WILL AND GRACE
June 23, 2004
presented at the closing of the Healing Service, Six-Day 2004

I can’t even begin to imagine how many thoughts were running through the 75 or so heads that just spent an hour in silence. Certainly there were some loving thoughts, some angry thoughts, some desperate thoughts, some joyful thoughts. Many prayers were spoken. The people we thought about include the living and the dead, the faraway and the near, those we love and those we don’t want to stop hating.

Now put all that aside for a moment and think about God. Think of God as an artist painting a canvas. The canvas is the entire history of the universe and all of time, past, present, and future. But God doesn’t paint alone. God has created innumerable fellow painters and turned us loose on the canvas. We don’t really know how to paint, but God asks us to help anyway.

Sometimes one of us will paint something magnificent, only to find that someone else has come along and painted something ugly right next to it. It’s really not fair. Why didn’t God just paint the whole thing and then create us to look at it and admire it? Why do we have to be in it, and how can God let us screw it up so badly?

We say that God is all-knowing, all-powerful, and all-present. God can see the future, right? God can stop bad things from happening, right? God is everywhere, right? Then why is everything such a mess?

Yes, God could see the future. But God has decided to let us create the future instead.

Yes, God could stop bad things from happening, but God would rather have us learn to do good things.

Yes, God could be everywhere. But God has decided to let us inhabit our own space, and not to trespass unless we invite God in.

We are co-creators with God. We decide what will happen in the future, and God rolls with the changes. When we paint something ugly, God says, “Hmmm … let’s see what we can do with that.” And then God helps us incorporate the ugly parts and paint around them, so that the overall effect is beautiful and complex. Everything we paint is final and cannot be painted over, but God is the Great Artist who knows how to work with everything we paint.

We know how to do good, and we know how to do evil. There’s no point in wondering, “Am I good?” or “Am I evil?” because we are fully capable of both. If God had created us unable to do evil, we would never understand what good is. God wants us to learn what is good and then to want to do it simply because it is good.

God respects our individuality. God will not stop us from doing what we decide to do. But when we decide to allow God to paint with us, amazing things start happening.

Some people even get a chance to see a big chunk of the canvas during their lives. Wise people, poets, mystics, saints—these people really appreciate the whole project. Most of us don’t get this chance, but maybe we’re lucky enough to get an idea about it. We’re in the canvas, so it’s hard to get a good perspective.

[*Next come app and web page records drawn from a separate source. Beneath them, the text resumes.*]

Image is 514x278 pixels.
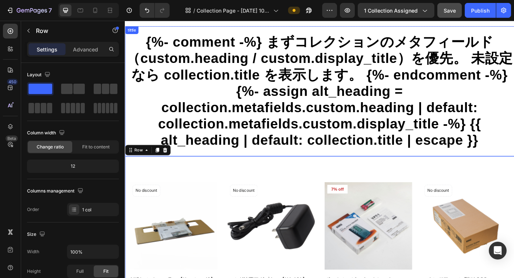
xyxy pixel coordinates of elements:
[197,7,270,14] span: Collection Page - [DATE] 10:23:17
[3,3,55,18] button: 7
[140,3,170,18] div: Undo/Redo
[471,7,489,14] div: Publish
[437,3,462,18] button: Save
[489,242,506,259] div: Open Intercom Messenger
[193,7,195,14] span: /
[9,144,21,151] div: Row
[443,7,456,14] span: Save
[7,79,18,85] div: 450
[125,21,514,278] iframe: Design area
[231,187,254,198] pre: 7% off
[27,268,41,275] div: Height
[27,248,39,255] div: Width
[27,186,85,196] div: Columns management
[27,128,66,138] div: Column width
[364,7,418,14] span: 1 collection assigned
[6,135,18,141] div: Beta
[82,144,110,150] span: Fit to content
[36,26,99,35] p: Row
[37,144,64,150] span: Change ratio
[82,207,117,213] div: 1 col
[358,3,434,18] button: 1 collection assigned
[73,46,98,53] p: Advanced
[27,230,47,240] div: Size
[103,268,108,275] span: Fit
[76,268,84,275] span: Full
[465,3,496,18] button: Publish
[37,46,57,53] p: Settings
[67,245,118,258] input: Auto
[27,206,39,213] div: Order
[27,70,52,80] div: Layout
[29,161,117,171] div: 12
[345,191,370,197] p: No discount
[48,6,52,15] p: 7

Maybe death is the end of our time in the canvas. Maybe that’s when we put down our paintbrushes and step outside of the project. We take a few steps back and look at this incredible work of art—an infinite and eternal work of art which we all helped paint.

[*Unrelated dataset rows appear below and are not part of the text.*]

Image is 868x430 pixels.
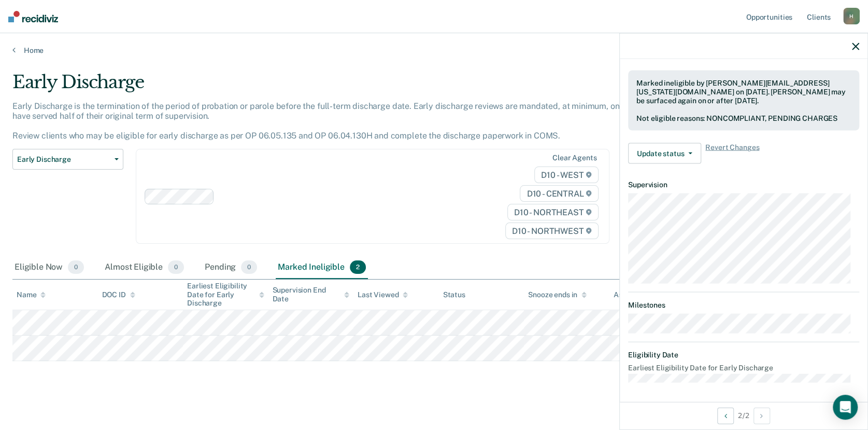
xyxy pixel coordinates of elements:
a: Home [12,46,856,55]
dt: Eligibility Date [628,350,859,359]
div: Earliest Eligibility Date for Early Discharge [187,282,265,308]
div: Open Intercom Messenger [833,395,858,420]
div: Snooze ends in [529,290,587,299]
dt: Supervision [628,180,859,189]
span: 0 [68,260,84,274]
div: 2 / 2 [620,402,868,429]
div: H [843,8,860,25]
dt: Earliest Eligibility Date for Early Discharge [628,363,859,372]
p: Early Discharge is the termination of the period of probation or parole before the full-term disc... [12,101,656,141]
div: Marked ineligible by [PERSON_NAME][EMAIL_ADDRESS][US_STATE][DOMAIN_NAME] on [DATE]. [PERSON_NAME]... [637,79,851,105]
div: Name [17,290,46,299]
span: 2 [350,260,366,274]
button: Previous Opportunity [718,407,734,424]
span: Early Discharge [17,155,110,164]
span: D10 - WEST [534,167,599,183]
div: Early Discharge [12,71,664,101]
span: 0 [241,260,257,274]
div: Clear agents [552,154,597,162]
span: Revert Changes [705,143,760,164]
button: Next Opportunity [754,407,771,424]
span: 0 [168,260,184,274]
div: Not eligible reasons: NONCOMPLIANT, PENDING CHARGES [637,114,851,122]
div: Last Viewed [358,290,408,299]
span: D10 - NORTHWEST [505,223,599,239]
span: D10 - NORTHEAST [507,204,599,220]
div: Pending [203,256,260,279]
img: Recidiviz [8,11,58,23]
div: DOC ID [102,290,135,299]
span: D10 - CENTRAL [520,186,599,202]
div: Assigned to [614,290,662,299]
div: Status [443,290,465,299]
div: Marked Ineligible [276,256,368,279]
div: Supervision End Date [273,286,350,303]
button: Update status [628,143,702,164]
dt: Milestones [628,301,859,310]
div: Almost Eligible [103,256,186,279]
div: Eligible Now [12,256,86,279]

Our free will is God’s gift to us, a gift intended for us to learn from. God’s grace is another gift—it’s God’s way of rolling with the changes, so that the parts we thought didn’t make any sense start to fall into place.

Now, let’s get one thing straight: Our pain is not trivial to God. It’s not just another tiny part of the canvas. God is all-encompassing, but God feels every bit of our pain right along with us. That pain really hurts.

But the joy? Oh, the joy! Imagine, if you can, a joy so immense that it envelops our deepest pain, no matter how horrible, and without ever really getting rid of it, puts it into perspective in a way that makes everything in our lives worthwhile.

Can you imagine it? I think I can … just barely. And the more joyfully I paint my life, the closer I get to understanding the infinite joy God has asked us to help create.